Researchers have also studied the role of combination vancomycin plus beta-lactam prophylaxis. In a large cohort of 70,101 surgeries, vancomycin plus beta-lactam combination prophylaxis was associated with a greater risk for AKI compared with vancomycin alone. The same study showed that vancomycin plus beta-lactam reduced the incidence of SSIs following cardiothoracic procedures compared with antibiotic prophylaxis monotherapy. A reduction in SSI rates was not seen for orthopedic, vascular, hysterectomy or colorectal procedures.

A comprehensive risk-benefit assessment is needed before employing combination antibiotic prophylaxis that includes vancomycin.

Discontinuing antibiotics after incision closure

One of the major changes between the 2014 and most recent SSI prevention guidelines was the addition of a recommendation to stop antimicrobial therapy after the incision is closed in the operating room.

Previous guidance recommended stopping antibiotic prophylaxis within 24 hours of surgery. Presently, there is no evidence that antibiotic therapy given after incisional closure reduces SSIs, even when drains are inserted during the procedure, and prolonged durations are increasingly associated with patient harm, such as AKI.

A systematic review of 28 randomized trials that included 9,478 patients who received either a single dose or multiple doses for prophylaxis showed that multiple prophylactic doses did not reduce the risk for SSIs. Although this review did not include orthopedic surgeries, a single-center, retrospective cohort study investigated patients who underwent joint arthroplasty and received a single dose of antibiotic prophylaxis — no additional doses after skin closure — or 24-hour antibiotic duration determined there were no differences in prosthetic joint infection, superficial infection, 90-day reoperation or 90-day complications.

Other strategies for SSI prevention

Preventing SSIs takes a coordinated approach with a cohesive, multidisciplinary team across the preoperative, intraoperative and postoperative periods. The relatively low incidence of SSIs makes conducting randomized controlled trials challenging.

Numerous other strategies have been recommended by international organizations to decrease SSIs. However, only six key components are supported by evidence from randomized trials. Avoiding razors for hair removal was associated with a lower rate of infection (4.4% with razors vs. 2.5% with clippers).

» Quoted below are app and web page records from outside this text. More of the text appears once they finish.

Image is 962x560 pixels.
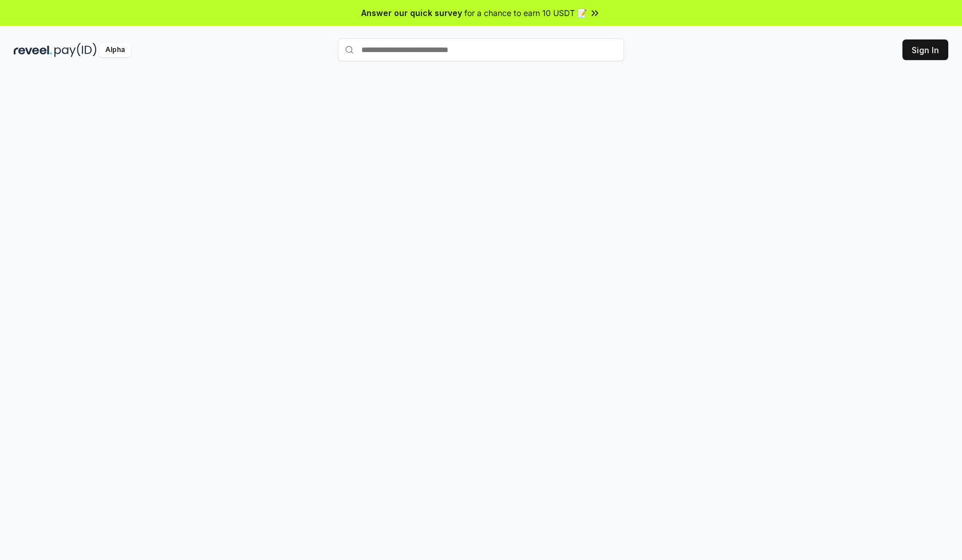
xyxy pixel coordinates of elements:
[464,7,587,19] span: for a chance to earn 10 USDT 📝
[14,43,52,57] img: reveel_dark
[99,43,131,57] div: Alpha
[902,39,948,60] button: Sign In
[55,43,97,57] img: pay_id
[361,7,462,19] span: Answer our quick survey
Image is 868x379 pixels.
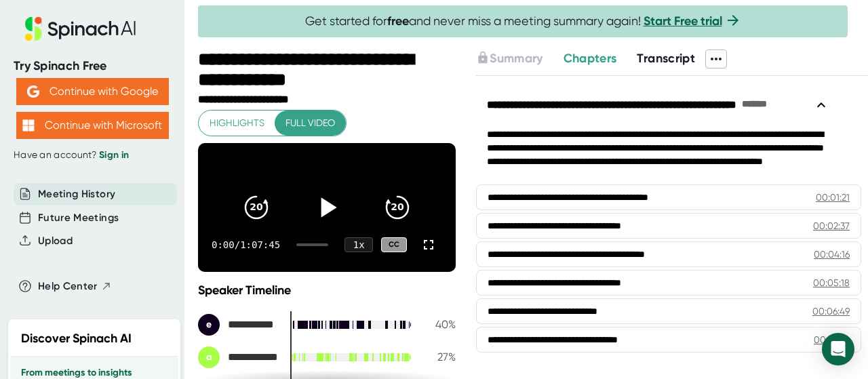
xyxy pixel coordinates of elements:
[38,279,112,294] button: Help Center
[476,50,543,68] button: Summary
[636,50,695,68] button: Transcript
[38,210,119,226] button: Future Meetings
[16,112,168,139] button: Continue with Microsoft
[476,50,562,69] div: Upgrade to access
[198,314,219,336] div: e
[27,85,40,98] img: Aehbyd4JwY73AAAAAElFTkSuQmCC
[643,14,722,28] a: Start Free trial
[198,314,279,336] div: ericfransen
[99,149,129,161] a: Sign in
[812,304,850,318] div: 00:06:49
[21,329,132,348] h2: Discover Spinach AI
[16,78,168,105] button: Continue with Google
[344,237,373,252] div: 1 x
[210,114,264,132] span: Highlights
[822,333,854,365] div: Open Intercom Messenger
[563,51,617,66] span: Chapters
[198,347,279,368] div: arthurbailey
[489,51,543,66] span: Summary
[38,233,72,249] button: Upload
[813,276,850,290] div: 00:05:18
[813,248,850,261] div: 00:04:16
[14,149,171,162] div: Have an account?
[285,114,335,132] span: Full video
[381,237,407,253] div: CC
[38,279,98,294] span: Help Center
[813,219,850,233] div: 00:02:37
[212,239,280,250] div: 0:00 / 1:07:45
[636,51,695,66] span: Transcript
[199,111,275,136] button: Highlights
[14,58,171,74] div: Try Spinach Free
[38,187,115,202] button: Meeting History
[813,333,850,347] div: 00:07:10
[198,283,456,298] div: Speaker Timeline
[815,191,850,204] div: 00:01:21
[305,14,741,29] span: Get started for and never miss a meeting summary again!
[21,368,168,378] h3: From meetings to insights
[198,347,219,368] div: a
[421,318,456,331] div: 40 %
[274,111,346,136] button: Full video
[387,14,408,28] b: free
[421,351,456,364] div: 27 %
[563,50,617,68] button: Chapters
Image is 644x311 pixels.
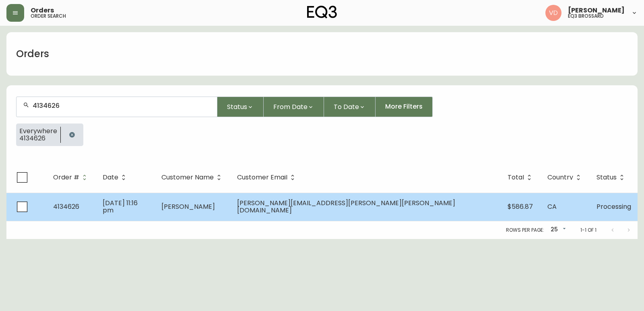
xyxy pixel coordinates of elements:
span: 4134626 [19,135,57,142]
span: [PERSON_NAME][EMAIL_ADDRESS][PERSON_NAME][PERSON_NAME][DOMAIN_NAME] [237,198,455,215]
h5: order search [31,14,66,19]
span: Status [596,174,627,181]
input: Search [32,102,211,109]
span: Customer Name [161,175,214,180]
img: 34cbe8de67806989076631741e6a7c6b [545,5,561,21]
span: Order # [53,175,79,180]
span: [PERSON_NAME] [568,7,624,14]
span: Everywhere [19,127,57,135]
span: Country [547,174,583,181]
span: Processing [596,202,631,211]
span: Total [507,175,524,180]
span: Orders [31,7,54,14]
span: 4134626 [53,202,79,211]
span: CA [547,202,556,211]
span: Date [103,174,129,181]
span: Total [507,174,534,181]
h5: eq3 brossard [568,14,604,19]
span: Customer Email [237,175,288,180]
span: From Date [273,102,307,112]
span: Country [547,175,573,180]
span: Customer Name [161,174,224,181]
span: Status [227,102,247,112]
h1: Orders [16,47,49,61]
p: 1-1 of 1 [580,226,596,234]
span: [DATE] 11:16 pm [103,198,138,215]
span: Customer Email [237,174,298,181]
p: Rows per page: [506,226,544,234]
span: To Date [334,102,359,112]
span: Order # [53,174,90,181]
span: Status [596,175,617,180]
button: From Date [263,96,324,117]
button: To Date [324,96,376,117]
span: Date [103,175,118,180]
span: More Filters [385,102,423,111]
span: $586.87 [507,202,533,211]
img: logo [307,6,337,19]
button: Status [217,96,263,117]
button: More Filters [376,96,433,117]
div: 25 [547,223,568,236]
span: [PERSON_NAME] [161,202,215,211]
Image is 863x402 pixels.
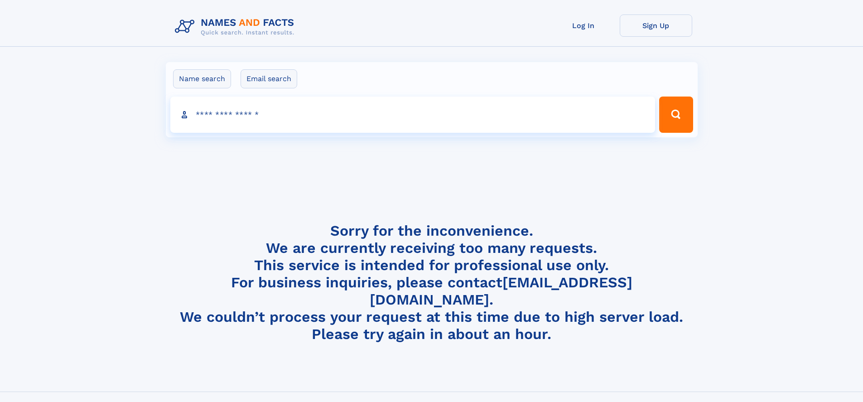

Another infection-lowering intervention is decolonization with intranasal antistaphylococcal agents and antistaphylococcal skin antiseptics for high-risk procedures (0.8% with decolonization vs. 2% without). In addition, the use of chlorhexidine gluconate and alcohol-based skin preparations, maintaining normothermia, and perioperative glycemic control are all supported by randomized controlled studies to decrease SSIs.

Reducing SSIs is a priority. Not only are SSIs linked to significant morbidity and mortality, but they also impact perceptions of the quality of care. Adoption of essential practices in the latest guideline ensures appropriate perioperative antibiotic selection, timing and duration. Complete assessment of beta-lactam allergies may avoid routine perioperative antibiotic agents like vancomycin and clindamycin. Together with stopping prophylactic antibiotics at incision closure, it lessens the risk for adverse events.

Sometimes less antimicrobial prophylactic therapy is more, when thinking of spectrum coverage and duration. The best treatment of SSIs is prevention.